What’s been Bob’s most lucrative investment? “I paid a fiver for a crate of dream catchers and made a thousand quid,” says Bob, and he’s not the only one who booting has paid off for. In 2006, Kenneth Anderson-Jones paid a pound for a signed piece of paper that turned out to be an order of Congress written by Abraham Lincoln in 1864.

A woman in West Virginia unwittingly bought ‘On the banks of the Seine’ by Pierre-Auguste Renoir in a £5 box of scraps, which was valued at £50,000.
A painting by Albert Challen went for £130,000 after being bought for a couple of quid.
A René Lalique vase, bought for a pound at a car boot sale in Dumfries in 2008, later fetched £32,450 at Christie’s.
They are gold rush stories, the sort that get dollar signs rolling in eyes. A jewel among jewels feels worthless, but there’s something about finding treasure – however valuable – amongst junk that gets the adrenaline going. Nothing inspires quite the same rush of satisfaction and exhilaration as finding a £2 Prince record among Englebert Humperdincks. It’s the challenge, the perseverance and the discovery that makes the reward worthwhile.

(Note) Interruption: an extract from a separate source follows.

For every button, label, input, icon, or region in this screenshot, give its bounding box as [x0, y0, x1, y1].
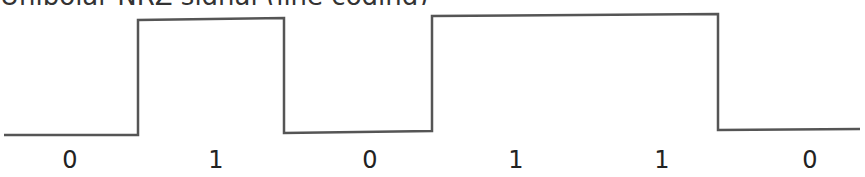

“You lose some, you win some. That’s why it’s such good fun.”

Moving on at Battersea, the second hand book stand has quite the selection. From Tony Blair’s ‘A Journey’ on one side of the table to Philip K. Dick on the other, with Jane Green somewhere in between, it’s an ideological battlefield.

At the foot of the next table is an open suitcase with a bunch of old screwdrivers sitting forlornly inside under an antique globe. Just behind, three gilded lamps stand proudly on the roof of a Ford Mondeo. Nothing seems out of context or unexpected. “Four pounds for the johnnies,” shouts a seller as a punter eyes up four packets of condoms in a tupperware box.

A cake stand offers a relief from all the jumble, and there are no pitiful looking cupcakes or bog-standard iced buns here. The table is covered with gourmet tarts, cookies, samosas, pies and quiches. “Try a bit of this quiche. The goat’s cheese is back on. All the prices went sky high after last year’s shortage.”

Robert has been here for three years but used to own a deli and catering business in Islington. “I can’t actually say I make money but I meet people, you know. My partner died several years ago and friends have gone to live in Hong Kong and South Africa and I’m getting old. You can make friends here.”

“I can’t actually say I make money but I meet people, you know. You can make friends here.”

It’s like a community center, old and new friends brought together through a hankering for bargains and the dream of hitting upon one of Qianlong’s ming vases. As soon as they’re through the gates, locals and strangers become part of this comforting – still slightly barmy – community. It’s about 4:30 and getting cold. People are starting to clear out.

“How much for this hat?” “Fiver.” “Can you do £4.50?” “£4.70.” The girl hands over the money. “It’s all part of the banter,” she says.